New publication: ‘Trading Zones of Digital History’ by Max Kemman

Trading Zonesof Digital History by Max Kemman
Volume 1 in the series 'Studies in Digital History and Hermeneutics' published by De Gruyter Oldenburg.

Digital history is commonly argued to be positioned between the traditionally historical and the computational or digital. By studying digital history collaborations and the establishment of the Luxembourg Centre for Contemporary and Digital History, Kemman examines how digital history will impact historical scholarship. His analysis shows that digital history does not occupy a singular position between the digital and the historical. Instead, historians continuously move across this dimension, choosing or finding themselves in different positions as they construct different trading zones through cross-disciplinary engagement, negotiation of research goals and individual interests.

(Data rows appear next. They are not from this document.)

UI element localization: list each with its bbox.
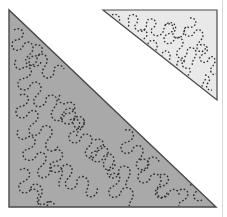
quilt-illustration xyxy=(0,0,227,217)
quilt-svg xyxy=(0,0,227,217)
small-triangle-patch xyxy=(103,10,218,100)
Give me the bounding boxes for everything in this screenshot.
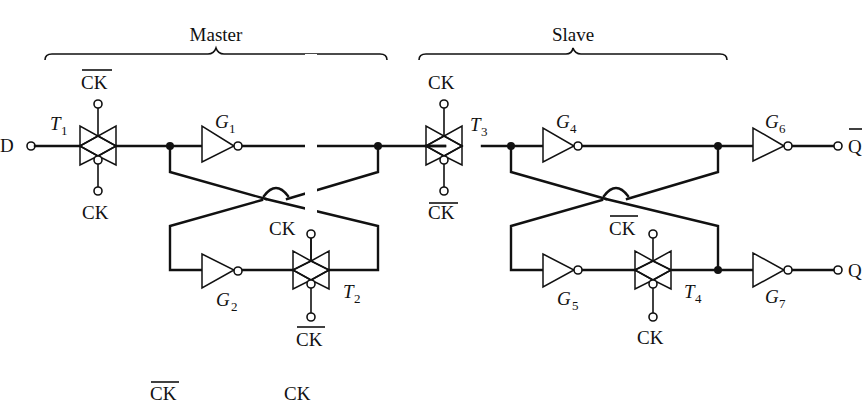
junction-dot: [166, 142, 174, 150]
master-label: Master: [190, 24, 243, 45]
g4-label: G: [556, 111, 570, 132]
t2-bottom-clock-label: CK: [296, 329, 323, 350]
g6-subscript: 6: [779, 121, 786, 136]
t3-top-clock-label: CK: [428, 72, 455, 93]
t3-subscript: 3: [481, 124, 488, 139]
t3-inverting-bubble: [440, 156, 448, 164]
t2-bottom-terminal: [307, 313, 315, 321]
t4-top-clock-label: CK: [609, 218, 636, 239]
g1-subscript: 1: [229, 121, 236, 136]
master-slave-flip-flop-diagram: Master Slave D CK CK T 1 G: [0, 0, 865, 410]
g4-subscript: 4: [570, 121, 577, 136]
output-q-terminal: [834, 266, 842, 274]
junction-dot: [507, 142, 515, 150]
g1-label: G: [215, 111, 229, 132]
output-qbar-label: Q: [848, 136, 862, 157]
junction-dot: [374, 142, 382, 150]
slave-label: Slave: [552, 24, 594, 45]
slave-right-loop: [606, 146, 718, 270]
t2-inverting-bubble: [307, 280, 315, 288]
t3-bottom-clock-label: CK: [428, 202, 455, 223]
inverter-g6: [753, 128, 792, 161]
transmission-gate-t1: [80, 100, 116, 195]
master-crossover-hop: [264, 188, 288, 196]
transmission-gate-t3: [426, 100, 462, 195]
inverter-g2: [202, 254, 242, 288]
slave-crossover-hop: [604, 188, 628, 196]
junction-dot: [714, 142, 722, 150]
t1-bottom-clock-label: CK: [82, 202, 109, 223]
junction-dot: [714, 266, 722, 274]
t2-top-clock-label: CK: [269, 218, 296, 239]
t1-subscript: 1: [61, 123, 68, 138]
t4-bottom-terminal: [649, 313, 657, 321]
g7-label: G: [765, 286, 779, 307]
t4-top-terminal: [649, 230, 657, 238]
inverter-g5: [543, 254, 582, 287]
g2-subscript: 2: [231, 299, 238, 314]
slave-brace: [419, 48, 727, 60]
master-right-loop: [266, 146, 378, 270]
transmission-gate-t4: [635, 230, 671, 321]
t2-subscript: 2: [354, 291, 361, 306]
t3-bottom-terminal: [440, 187, 448, 195]
t4-inverting-bubble: [649, 280, 657, 288]
t4-subscript: 4: [695, 291, 702, 306]
g7-subscript: 7: [779, 296, 786, 311]
t1-bottom-terminal: [94, 187, 102, 195]
input-d-label: D: [0, 135, 14, 156]
t4-bottom-clock-label: CK: [637, 327, 664, 348]
master-left-loop: [170, 146, 266, 270]
t2-top-terminal: [307, 230, 315, 238]
master-brace: [45, 48, 387, 60]
output-qbar-terminal: [834, 142, 842, 150]
legend-ck-bar-label: CK: [150, 383, 177, 404]
t1-top-clock-label: CK: [81, 72, 108, 93]
output-q-label: Q: [848, 260, 862, 281]
g6-label: G: [765, 111, 779, 132]
g2-label: G: [216, 289, 230, 310]
t1-top-terminal: [94, 100, 102, 108]
slave-left-loop: [511, 146, 606, 270]
g5-subscript: 5: [572, 298, 579, 313]
t3-top-terminal: [440, 100, 448, 108]
legend-ck-label: CK: [284, 383, 311, 404]
inverter-g7: [753, 253, 792, 287]
t1-inverting-bubble: [94, 156, 102, 164]
g5-label: G: [557, 288, 571, 309]
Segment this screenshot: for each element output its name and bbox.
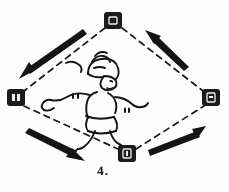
node-bottom[interactable]: □ [118, 145, 136, 162]
node-left[interactable]: □ [7, 89, 25, 106]
arrow-group [19, 29, 206, 161]
figure-canvas: □ □ □ □ 4. [0, 0, 229, 192]
arrow-lower-left [25, 128, 85, 161]
connection-top-right [122, 28, 203, 91]
node-top[interactable]: □ [104, 12, 122, 29]
connection-left-bottom [24, 106, 118, 149]
arrow-upper-left [19, 29, 87, 79]
node-right[interactable]: □ [202, 89, 220, 106]
figure-caption-text: 4. [96, 163, 109, 180]
figure-caption: 4. [0, 163, 229, 179]
arrow-lower-right [148, 126, 206, 156]
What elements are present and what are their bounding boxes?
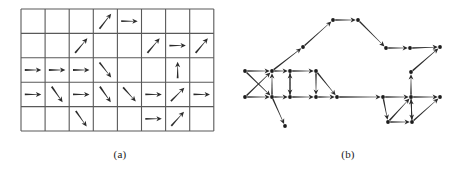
graph-edge	[274, 69, 288, 74]
edge-shaft	[412, 50, 436, 71]
arrow-shaft	[170, 90, 182, 102]
graph-edge	[272, 46, 302, 71]
edge-shaft	[304, 24, 329, 46]
arrow-head	[106, 12, 113, 19]
arrow-head	[106, 72, 113, 79]
graph-edge	[358, 20, 386, 48]
edge-shaft	[385, 96, 405, 98]
panel-b-graph-figure	[232, 0, 464, 140]
arrow-shaft	[49, 69, 61, 71]
edge-shaft	[318, 96, 331, 98]
grid-arrow-up-right	[98, 12, 114, 30]
grid-arrow-right	[73, 68, 90, 73]
figure-root: (a) (b)	[0, 0, 464, 175]
edge-shaft	[388, 47, 404, 49]
graph-edge	[314, 73, 319, 95]
grid-arrow-right	[169, 43, 186, 48]
graph-node	[335, 95, 339, 99]
grid-arrow-right	[145, 92, 162, 97]
panel-b-caption: (b)	[328, 148, 368, 160]
edge-arrowhead	[384, 114, 390, 120]
grid-arrow-right	[121, 19, 138, 24]
grid-arrow-right	[25, 92, 42, 97]
edge-shaft	[383, 99, 388, 116]
graph-edge	[411, 47, 440, 73]
edge-shaft	[413, 101, 436, 122]
graph-edge	[288, 73, 293, 95]
grid-arrow-right	[49, 68, 66, 73]
graph-edge	[339, 95, 381, 100]
edge-shaft	[292, 70, 310, 72]
graph-edge	[335, 18, 356, 23]
graph-node	[408, 46, 412, 50]
edge-shaft	[292, 96, 310, 98]
arrow-shaft	[169, 45, 181, 47]
graph-node	[283, 124, 287, 128]
grid-arrow-down-right	[98, 85, 113, 103]
graph-node	[356, 18, 360, 22]
arrow-shaft	[73, 69, 85, 71]
arrow-shaft	[74, 41, 85, 53]
graph-edge	[247, 95, 270, 100]
edge-shaft	[315, 73, 317, 91]
arrow-shaft	[75, 111, 85, 124]
graph-edge	[274, 95, 288, 100]
grid-arrow-up-right	[169, 110, 185, 127]
graph-node	[243, 95, 247, 99]
graph-node	[270, 95, 274, 99]
graph-node	[314, 69, 318, 73]
edge-shaft	[247, 70, 266, 72]
grid-arrow-up-right	[73, 37, 89, 55]
edge-shaft	[410, 78, 412, 95]
edge-shaft	[413, 96, 434, 98]
graph-edge	[270, 73, 275, 95]
grid-arrow-up	[175, 62, 180, 79]
edge-shaft	[246, 75, 268, 96]
arrow-shaft	[51, 86, 61, 99]
graph-edge	[390, 120, 410, 125]
graph-edge	[385, 95, 409, 100]
edge-shaft	[274, 96, 284, 98]
graph-node	[381, 95, 385, 99]
graph-node	[314, 95, 318, 99]
graph-node	[409, 95, 413, 99]
panel-a-grid-figure	[0, 0, 232, 140]
graph-edge	[292, 95, 314, 100]
panel-a-caption: (a)	[100, 148, 140, 160]
arrow-shaft	[25, 69, 37, 71]
arrow-shaft	[99, 62, 110, 75]
arrow-head	[57, 96, 64, 103]
graph-node	[438, 45, 442, 49]
grid-arrow-down-right	[50, 85, 65, 103]
graph-edge	[318, 95, 335, 100]
graph-edge	[316, 71, 338, 97]
edge-shaft	[271, 77, 273, 95]
graph-node	[270, 69, 274, 73]
edge-shaft	[246, 72, 268, 93]
grid-arrow-right	[25, 68, 42, 73]
edge-shaft	[412, 46, 434, 48]
arrow-shaft	[25, 94, 37, 96]
graph-edge	[412, 97, 440, 123]
edge-shaft	[273, 50, 298, 70]
graph-edge	[271, 98, 287, 125]
graph-edge	[409, 99, 415, 120]
graph-edge	[292, 69, 314, 74]
edge-shaft	[339, 96, 377, 98]
arrow-shaft	[122, 87, 133, 99]
arrow-head	[106, 96, 113, 103]
arrow-shaft	[73, 94, 85, 96]
grid-arrow-up-right	[146, 37, 162, 55]
graph-node	[331, 18, 335, 22]
grid-arrow-up-right	[169, 86, 186, 103]
edge-shaft	[274, 70, 284, 72]
graph-edge	[409, 74, 414, 95]
graph-node	[386, 120, 390, 124]
grid-arrow-down-right	[121, 86, 137, 103]
arrow-shaft	[99, 16, 110, 29]
arrow-shaft	[145, 118, 157, 120]
grid-arrow-down-right	[98, 61, 114, 79]
arrow-shaft	[194, 94, 206, 96]
arrow-shaft	[121, 20, 133, 22]
edge-shaft	[390, 121, 406, 123]
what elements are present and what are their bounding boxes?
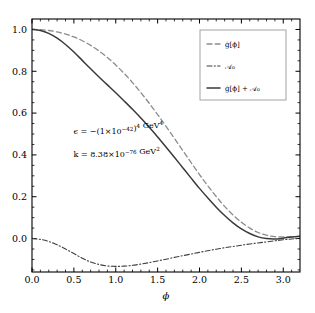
x-tick-label: 3.0 — [276, 274, 291, 285]
legend: ġ[ϕ]𝒜₀ġ[ϕ] + 𝒜₀ — [200, 30, 286, 100]
chart-canvas: 0.00.51.01.52.02.53.0 0.00.20.40.60.81.0… — [0, 0, 315, 313]
x-tick-label: 1.0 — [108, 274, 123, 285]
y-tick-label: 0.2 — [12, 191, 27, 202]
legend-label-g_dot_phi: ġ[ϕ] — [225, 41, 240, 49]
x-tick-label: 2.0 — [192, 274, 207, 285]
x-tick-label: 2.5 — [234, 274, 249, 285]
y-tick-label: 0.8 — [12, 66, 27, 77]
legend-label-g_dot_phi_plus_A_0: ġ[ϕ] + 𝒜₀ — [225, 85, 260, 93]
legend-label-A_0: 𝒜₀ — [225, 63, 235, 71]
y-tick-label: 0.4 — [12, 149, 27, 160]
y-tick-label: 1.0 — [12, 24, 27, 35]
y-tick-label: 0.6 — [12, 107, 27, 118]
figure-container: 0.00.51.01.52.02.53.0 0.00.20.40.60.81.0… — [0, 0, 315, 313]
x-tick-label: 0.0 — [24, 274, 39, 285]
x-axis-label: ϕ — [163, 290, 170, 301]
y-tick-label: 0.0 — [12, 233, 27, 244]
x-tick-label: 0.5 — [66, 274, 81, 285]
x-tick-label: 1.5 — [150, 274, 165, 285]
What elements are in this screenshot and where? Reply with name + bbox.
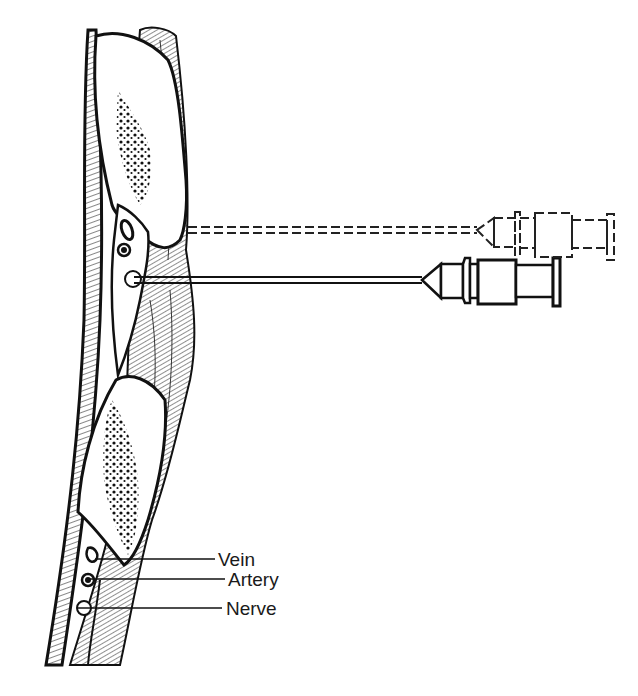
- artery-label: Artery: [228, 569, 279, 590]
- nerve-upper-icon: [125, 271, 141, 287]
- nerve-block-illustration: Vein Artery Nerve: [0, 0, 638, 696]
- syringe-dashed: [188, 212, 614, 260]
- vein-label: Vein: [218, 549, 255, 570]
- soft-tissue-left: [46, 30, 102, 665]
- nerve-label: Nerve: [226, 598, 277, 619]
- syringe-solid: [134, 258, 560, 306]
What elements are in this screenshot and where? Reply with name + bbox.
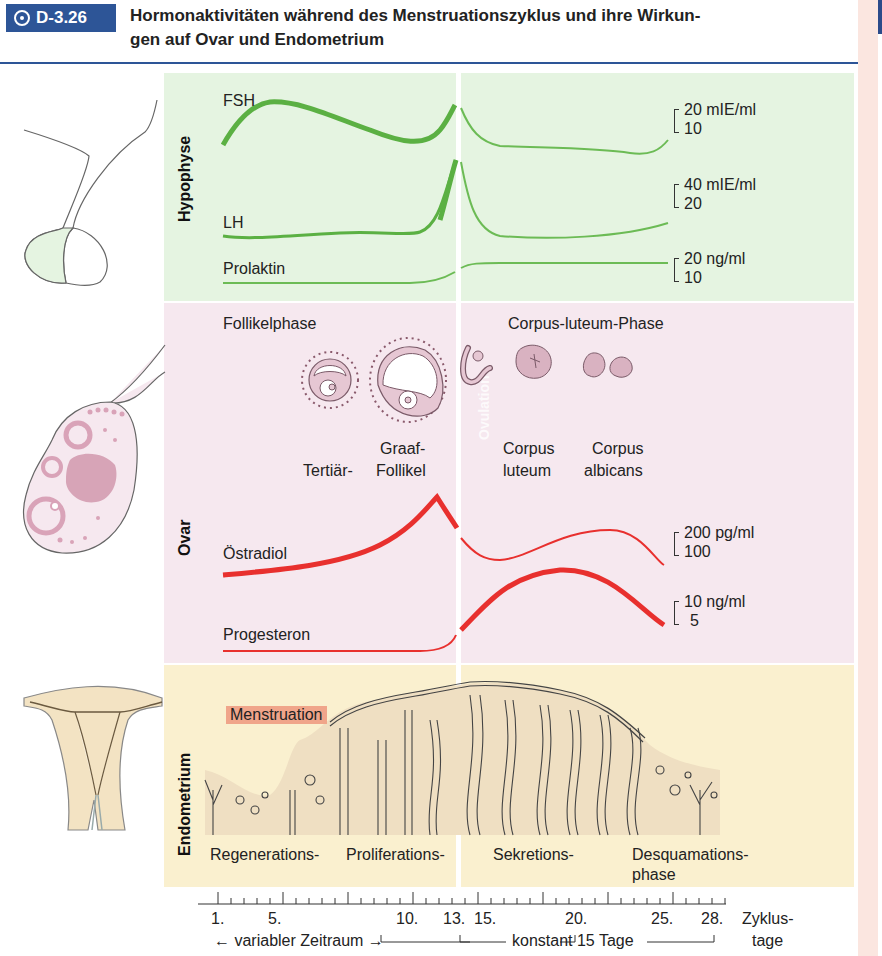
axis-unit-1: Zyklus-: [742, 910, 794, 928]
axis-tick-13: 13.: [443, 910, 465, 928]
variable-period-label: ← variabler Zeitraum →: [214, 932, 384, 950]
axis-unit-2: tage: [752, 932, 783, 950]
axis-tick-20: 20.: [565, 910, 587, 928]
axis-tick-5: 5.: [268, 910, 281, 928]
cycle-axis: [0, 0, 882, 956]
axis-tick-10: 10.: [396, 910, 418, 928]
constant-period-label: konstant 15 Tage: [512, 932, 634, 950]
axis-tick-1: 1.: [211, 910, 224, 928]
axis-tick-25: 25.: [651, 910, 673, 928]
axis-tick-15: 15.: [474, 910, 496, 928]
axis-tick-28: 28.: [701, 910, 723, 928]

The book is available in Open Access: https://www.degruyter.com/document/doi/10.1515/9783110682106/html

The author Max Kemman received his PhD at the University of Luxembourg in April 2019.

 

The series 'Digital History and Hermeneutics' offers a platform for cutting edge scholarship in the emerging field of digital history and hermeneutics. It aims at making a critical intervention in the field of digital humanities and introduces key debates and concepts of digital history to the historical community at large. The series is edited by Andreas Fickers, Valérie Schafer, Sean Takats, and Gerben Zaagsma.